Hostage Standoff At Airport Ends After 18 Hours

Police were able to successfully terminate an 18-hour hostage standoff at Hamburg Airport when they apprehended a Turkish-speaking father suspected of kidnapping his 4-year-old daughter and attempting to board a flight to Turkey.

According to reports, the man, 35-year-old “Saleem E.” who broke through an obstacle onto the tarmac of the Hamburg, Germany airport, causing the grounding of several hundred flights and the sheltering of over 3,200 passengers, gave up to the police and surrendered his daughter, who he had been holding hostage in a car.

After a custody disagreement with his ex-wife, Saleem allegedly took his child Aslihan from her mom, tossed at least two blazing Molotov cocktails out of his vehicle, and fired bullets into the air.

Although the conversations took place in Turkish, it is still unknown if Saleem was a native of Turkey or a member of Germany’s huge Turkish heritage diaspora.

Police in Hamburg said the man had left the vehicle with his daughter after he turned himself in. Without any resistance, police were able to take him into custody. The girl wasn’t injured.
According to Sandra Levgrün, a police spokesperson, officers will go through the vehicle to determine whether there are any explosives.

The police said the Buxtehude man’s custody issue with his ex-wife was the impetus for the crime. He took his daughter on an unauthorized trip to Turkey as early as 2022. He was already the subject of a child abduction investigation, which resulted in a fine for him.

Some have stated that the event, which is not being investigated as a terrorist attack, shows how vulnerable potential targets like airports are.

According to aviation expert Heinrich Großbongardt, who spoke with the media, neither Hamburg Airport nor any other German airport is secure. Terrorists have always prioritized attacking airports. Planes with thousands of gallons of kerosene and hundreds of people on board sit on the runways. According to Großbongardt, airport management and officials are highly naïve.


#### [To do]
Every record below needs to be retyped exactly as it appears.

#### [The data]
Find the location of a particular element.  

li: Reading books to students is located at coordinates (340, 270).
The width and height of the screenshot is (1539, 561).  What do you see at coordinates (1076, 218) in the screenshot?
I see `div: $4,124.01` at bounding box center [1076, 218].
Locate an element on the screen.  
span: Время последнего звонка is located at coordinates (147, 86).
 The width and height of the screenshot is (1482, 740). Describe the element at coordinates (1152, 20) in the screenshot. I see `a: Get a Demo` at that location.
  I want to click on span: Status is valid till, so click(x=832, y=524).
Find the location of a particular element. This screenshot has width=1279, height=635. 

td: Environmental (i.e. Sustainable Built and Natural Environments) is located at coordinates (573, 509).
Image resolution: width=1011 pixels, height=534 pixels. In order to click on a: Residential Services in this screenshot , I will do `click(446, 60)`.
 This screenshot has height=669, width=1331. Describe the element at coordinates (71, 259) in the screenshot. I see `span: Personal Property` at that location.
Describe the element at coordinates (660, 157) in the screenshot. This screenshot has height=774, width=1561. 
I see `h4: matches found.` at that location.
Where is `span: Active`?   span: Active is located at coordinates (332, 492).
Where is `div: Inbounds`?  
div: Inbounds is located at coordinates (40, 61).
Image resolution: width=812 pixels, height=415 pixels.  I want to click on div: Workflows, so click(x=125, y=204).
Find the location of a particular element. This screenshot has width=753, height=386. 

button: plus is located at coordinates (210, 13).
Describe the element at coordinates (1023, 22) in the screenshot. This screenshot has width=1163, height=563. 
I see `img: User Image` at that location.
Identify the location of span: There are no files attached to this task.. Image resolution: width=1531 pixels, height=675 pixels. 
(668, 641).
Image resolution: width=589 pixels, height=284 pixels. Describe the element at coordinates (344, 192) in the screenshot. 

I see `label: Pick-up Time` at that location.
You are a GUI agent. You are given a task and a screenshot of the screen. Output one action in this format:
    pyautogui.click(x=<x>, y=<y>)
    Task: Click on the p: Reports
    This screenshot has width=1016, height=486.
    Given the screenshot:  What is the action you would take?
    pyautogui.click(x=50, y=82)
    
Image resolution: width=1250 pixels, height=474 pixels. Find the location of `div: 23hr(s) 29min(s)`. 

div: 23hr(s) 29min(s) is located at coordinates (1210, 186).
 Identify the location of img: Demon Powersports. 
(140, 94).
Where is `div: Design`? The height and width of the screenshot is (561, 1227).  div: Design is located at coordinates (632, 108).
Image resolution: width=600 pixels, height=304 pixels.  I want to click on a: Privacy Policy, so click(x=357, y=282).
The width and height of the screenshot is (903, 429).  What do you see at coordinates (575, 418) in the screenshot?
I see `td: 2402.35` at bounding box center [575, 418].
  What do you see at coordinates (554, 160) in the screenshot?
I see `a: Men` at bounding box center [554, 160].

#### [Problem solution]
Find the location of a particular element.  

li: Reading books to students is located at coordinates (340, 270).
The width and height of the screenshot is (1539, 561).  What do you see at coordinates (1076, 218) in the screenshot?
I see `div: $4,124.01` at bounding box center [1076, 218].
Locate an element on the screen.  
span: Время последнего звонка is located at coordinates (147, 86).
 The width and height of the screenshot is (1482, 740). Describe the element at coordinates (1152, 20) in the screenshot. I see `a: Get a Demo` at that location.
  I want to click on span: Status is valid till, so click(x=832, y=524).
Find the location of a particular element. This screenshot has width=1279, height=635. 

td: Environmental (i.e. Sustainable Built and Natural Environments) is located at coordinates (573, 509).
Image resolution: width=1011 pixels, height=534 pixels. In order to click on a: Residential Services in this screenshot , I will do `click(446, 60)`.
 This screenshot has height=669, width=1331. Describe the element at coordinates (71, 259) in the screenshot. I see `span: Personal Property` at that location.
Describe the element at coordinates (660, 157) in the screenshot. This screenshot has height=774, width=1561. 
I see `h4: matches found.` at that location.
Where is `span: Active`?   span: Active is located at coordinates (332, 492).
Where is `div: Inbounds`?  
div: Inbounds is located at coordinates (40, 61).
Image resolution: width=812 pixels, height=415 pixels.  I want to click on div: Workflows, so click(x=125, y=204).
Find the location of a particular element. This screenshot has width=753, height=386. 

button: plus is located at coordinates (210, 13).
Describe the element at coordinates (1023, 22) in the screenshot. This screenshot has width=1163, height=563. 
I see `img: User Image` at that location.
Identify the location of span: There are no files attached to this task.. Image resolution: width=1531 pixels, height=675 pixels. 
(668, 641).
Image resolution: width=589 pixels, height=284 pixels. Describe the element at coordinates (344, 192) in the screenshot. 

I see `label: Pick-up Time` at that location.
You are a GUI agent. You are given a task and a screenshot of the screen. Output one action in this format:
    pyautogui.click(x=<x>, y=<y>)
    Task: Click on the p: Reports
    This screenshot has width=1016, height=486.
    Given the screenshot:  What is the action you would take?
    pyautogui.click(x=50, y=82)
    
Image resolution: width=1250 pixels, height=474 pixels. Find the location of `div: 23hr(s) 29min(s)`. 

div: 23hr(s) 29min(s) is located at coordinates (1210, 186).
 Identify the location of img: Demon Powersports. 
(140, 94).
Where is `div: Design`? The height and width of the screenshot is (561, 1227).  div: Design is located at coordinates (632, 108).
Image resolution: width=600 pixels, height=304 pixels.  I want to click on a: Privacy Policy, so click(x=357, y=282).
The width and height of the screenshot is (903, 429).  What do you see at coordinates (575, 418) in the screenshot?
I see `td: 2402.35` at bounding box center [575, 418].
  What do you see at coordinates (554, 160) in the screenshot?
I see `a: Men` at bounding box center [554, 160].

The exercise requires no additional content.